This year, New Zealand became the first nation to formally drop gross domestic product (GDP) as its main measure of economic success. The government of Prime Minister Jacinda Ardern said the budget would aim not at maximizing GDP but instead at maximizing well-being.

Apart from schools, hospitals and roads, whose budgets would be allocated in the normal way, resources would be distributed according to their impact on five government priorities: mental health, child well-being, the inequalities of indigenous people, building a nation adapted to the digital age and fashioning a low-emission economy.

Since the Industrial Revolution, the whole world has been locked into the idea that one has to grow–either to catch up or to stay ahead or simply to keep in motion the mechanisms of capitalism that depend on endless expansion.
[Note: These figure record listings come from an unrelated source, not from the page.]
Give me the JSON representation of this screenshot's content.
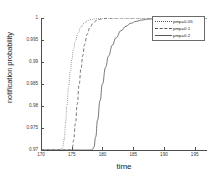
{
  "chart_data": {
    "type": "line",
    "title": "",
    "xlabel": "time",
    "ylabel": "notification probability",
    "xlim": [
      170,
      197
    ],
    "ylim": [
      0.97,
      1.0
    ],
    "xticks": [
      170,
      175,
      180,
      185,
      190,
      195
    ],
    "xtick_labels": [
      "170",
      "175",
      "180",
      "185",
      "190",
      "195"
    ],
    "yticks": [
      0.97,
      0.975,
      0.98,
      0.985,
      0.99,
      0.995,
      1
    ],
    "ytick_labels": [
      "0.97",
      "0.975",
      "0.98",
      "0.985",
      "0.99",
      "0.995",
      "1"
    ],
    "grid": false,
    "legend_position": "upper right",
    "series": [
      {
        "name": "pmp=0.05",
        "style": "dotted",
        "color": "#555555",
        "x": [
          170,
          173.0,
          173.5,
          173.8,
          174.0,
          174.2,
          174.5,
          174.8,
          175.0,
          175.3,
          175.6,
          176.0,
          176.5,
          177.0,
          177.5,
          178.0,
          179.0,
          180.0,
          182.0,
          185.0,
          190.0,
          197.0
        ],
        "y": [
          0.97,
          0.97,
          0.9705,
          0.9725,
          0.9762,
          0.98,
          0.9845,
          0.988,
          0.9905,
          0.993,
          0.9948,
          0.9965,
          0.998,
          0.9988,
          0.9993,
          0.9996,
          0.99985,
          0.99995,
          1.0,
          1.0,
          1.0,
          1.0
        ]
      },
      {
        "name": "pmp=0.1",
        "style": "dashed",
        "color": "#555555",
        "x": [
          170,
          174.8,
          175.1,
          175.3,
          175.6,
          175.9,
          176.2,
          176.5,
          176.8,
          177.1,
          177.5,
          178.0,
          178.5,
          179.0,
          179.5,
          180.0,
          181.0,
          182.5,
          185.0,
          190.0,
          197.0
        ],
        "y": [
          0.97,
          0.97,
          0.9705,
          0.9722,
          0.976,
          0.9805,
          0.9848,
          0.9885,
          0.9915,
          0.994,
          0.9963,
          0.998,
          0.9989,
          0.9994,
          0.99968,
          0.99982,
          0.99995,
          1.0,
          1.0,
          1.0,
          1.0
        ]
      },
      {
        "name": "pmp=0.2",
        "style": "solid",
        "color": "#555555",
        "x": [
          170,
          178.3,
          178.6,
          178.9,
          179.2,
          179.6,
          180.0,
          180.5,
          181.0,
          181.6,
          182.2,
          183.0,
          183.8,
          184.6,
          185.5,
          186.4,
          187.5,
          188.6,
          190.0,
          192.0,
          194.5,
          197.0
        ],
        "y": [
          0.97,
          0.97,
          0.9706,
          0.973,
          0.9768,
          0.9812,
          0.985,
          0.9888,
          0.9914,
          0.9938,
          0.9955,
          0.9971,
          0.9981,
          0.9988,
          0.99925,
          0.99954,
          0.99974,
          0.99986,
          0.99994,
          0.99999,
          1.0,
          1.0
        ]
      }
    ]
  },
  "legend": {
    "entries": [
      {
        "label": "pmp=0.05"
      },
      {
        "label": "pmp=0.1"
      },
      {
        "label": "pmp=0.2"
      }
    ]
  }
}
Even those people who accept that climate change is an existential threat find themselves pulled in contradictory directions. On one level, they strive to be richer, to earn more disposable income to spend on the goods and services they have learned will make them happier. On the other, they subscribe to the goal of cutting carbon emissions nearly in half by 2030.

Is there a way of squaring this circle? If by getting richer, we mean that our economies must grow as conventionally measured–by perpetually increasing GDP–then the answer is almost certainly not. Few believe that technology can advance quickly enough to allow the world’s rising population to consume at current levels, let alone at higher ones, while simultaneously reducing emissions, which we have to do.
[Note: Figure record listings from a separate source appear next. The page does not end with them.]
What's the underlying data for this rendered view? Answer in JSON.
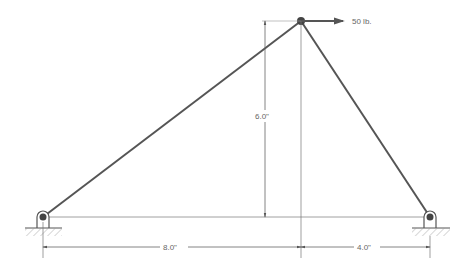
{
  "diagram": {
    "type": "truss",
    "load": {
      "label": "50 lb.",
      "direction": "right"
    },
    "dimensions": {
      "height": "6.0\"",
      "left_span": "8.0\"",
      "right_span": "4.0\""
    },
    "supports": [
      {
        "name": "left-pin",
        "type": "pin"
      },
      {
        "name": "right-pin",
        "type": "pin"
      }
    ],
    "colors": {
      "member": "#555555",
      "dim": "#777777",
      "hatch": "#999999"
    }
  }
}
When we talk about growth, we are really talking about GDP. Since the 1930s that is how we have measured the output of our national economies. GDP came into being in the manufacturing age, and more than anything it is a measure of physical production. It is poor at counting more ethereal things like services, from insurance and train journeys to music streaming and restaurant food, where value is more related to quality than quantity. This is quite a flaw in advanced economies like the U.S.’s, in which services make up roughly 80% of economic activity. Turning the planet’s resources–whether renewable or not–into things we can consume is pretty much our definition of progress.
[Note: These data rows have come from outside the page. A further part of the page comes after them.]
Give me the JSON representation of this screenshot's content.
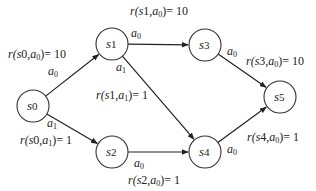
{
  "diagram": {
    "type": "mdp-state-graph",
    "nodes": [
      {
        "id": "s0",
        "base": "s",
        "sub": "0",
        "x": 33,
        "y": 106
      },
      {
        "id": "s1",
        "base": "s",
        "sub": "1",
        "x": 112,
        "y": 44
      },
      {
        "id": "s2",
        "base": "s",
        "sub": "2",
        "x": 112,
        "y": 152
      },
      {
        "id": "s3",
        "base": "s",
        "sub": "3",
        "x": 205,
        "y": 45
      },
      {
        "id": "s4",
        "base": "s",
        "sub": "4",
        "x": 205,
        "y": 152
      },
      {
        "id": "s5",
        "base": "s",
        "sub": "5",
        "x": 280,
        "y": 97
      }
    ],
    "node_radius": 16,
    "edges": [
      {
        "from": "s0",
        "to": "s1",
        "action": "a0",
        "action_base": "a",
        "action_sub": "0",
        "action_pos": [
          48,
          75
        ],
        "reward_text": "r(s0,a0)= 10",
        "reward_state": "0",
        "reward_action": "0",
        "reward_value": "10",
        "reward_pos": [
          8,
          58
        ]
      },
      {
        "from": "s0",
        "to": "s2",
        "action": "a1",
        "action_base": "a",
        "action_sub": "1",
        "action_pos": [
          47,
          127
        ],
        "reward_text": "r(s0,a1)= 1",
        "reward_state": "0",
        "reward_action": "1",
        "reward_value": "1",
        "reward_pos": [
          20,
          144
        ]
      },
      {
        "from": "s1",
        "to": "s3",
        "action": "a0",
        "action_base": "a",
        "action_sub": "0",
        "action_pos": [
          131,
          37
        ],
        "reward_text": "r(s1,a0)= 10",
        "reward_state": "1",
        "reward_action": "0",
        "reward_value": "10",
        "reward_pos": [
          130,
          15
        ]
      },
      {
        "from": "s1",
        "to": "s4",
        "action": "a1",
        "action_base": "a",
        "action_sub": "1",
        "action_pos": [
          116,
          71
        ],
        "reward_text": "r(s1,a1)= 1",
        "reward_state": "1",
        "reward_action": "1",
        "reward_value": "1",
        "reward_pos": [
          96,
          99
        ]
      },
      {
        "from": "s2",
        "to": "s4",
        "action": "a0",
        "action_base": "a",
        "action_sub": "0",
        "action_pos": [
          134,
          167
        ],
        "reward_text": "r(s2,a0)= 1",
        "reward_state": "2",
        "reward_action": "0",
        "reward_value": "1",
        "reward_pos": [
          128,
          184
        ]
      },
      {
        "from": "s3",
        "to": "s5",
        "action": "a0",
        "action_base": "a",
        "action_sub": "0",
        "action_pos": [
          227,
          55
        ],
        "reward_text": "r(s3,a0)= 10",
        "reward_state": "3",
        "reward_action": "0",
        "reward_value": "10",
        "reward_pos": [
          246,
          65
        ]
      },
      {
        "from": "s4",
        "to": "s5",
        "action": "a0",
        "action_base": "a",
        "action_sub": "0",
        "action_pos": [
          227,
          153
        ],
        "reward_text": "r(s4,a0)= 1",
        "reward_state": "4",
        "reward_action": "0",
        "reward_value": "1",
        "reward_pos": [
          247,
          141
        ]
      }
    ],
    "colors": {
      "stroke": "#222222",
      "node_fill": "#ffffff",
      "text": "#222222"
    }
  }
}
But there lies a glimmer of hope. If we recalibrate how we measure growth, we may be able to get richer without ruining our planet in the process. If digital services and renewable energy can be delivered without putting extra strain on the planet, then we could continue to grow each year without provoking planetary crisis. Imagine if other things that are currently excluded, but which many of us value, entered our calculations of economic progress: leisure time, unpaid volunteer work, clean air, low crime, longer and healthier lives.

If our definition of what constitutes growth is broadened, one can begin to imagine a less destructive form of economic expansion. What we measure is, to some extent, what we get.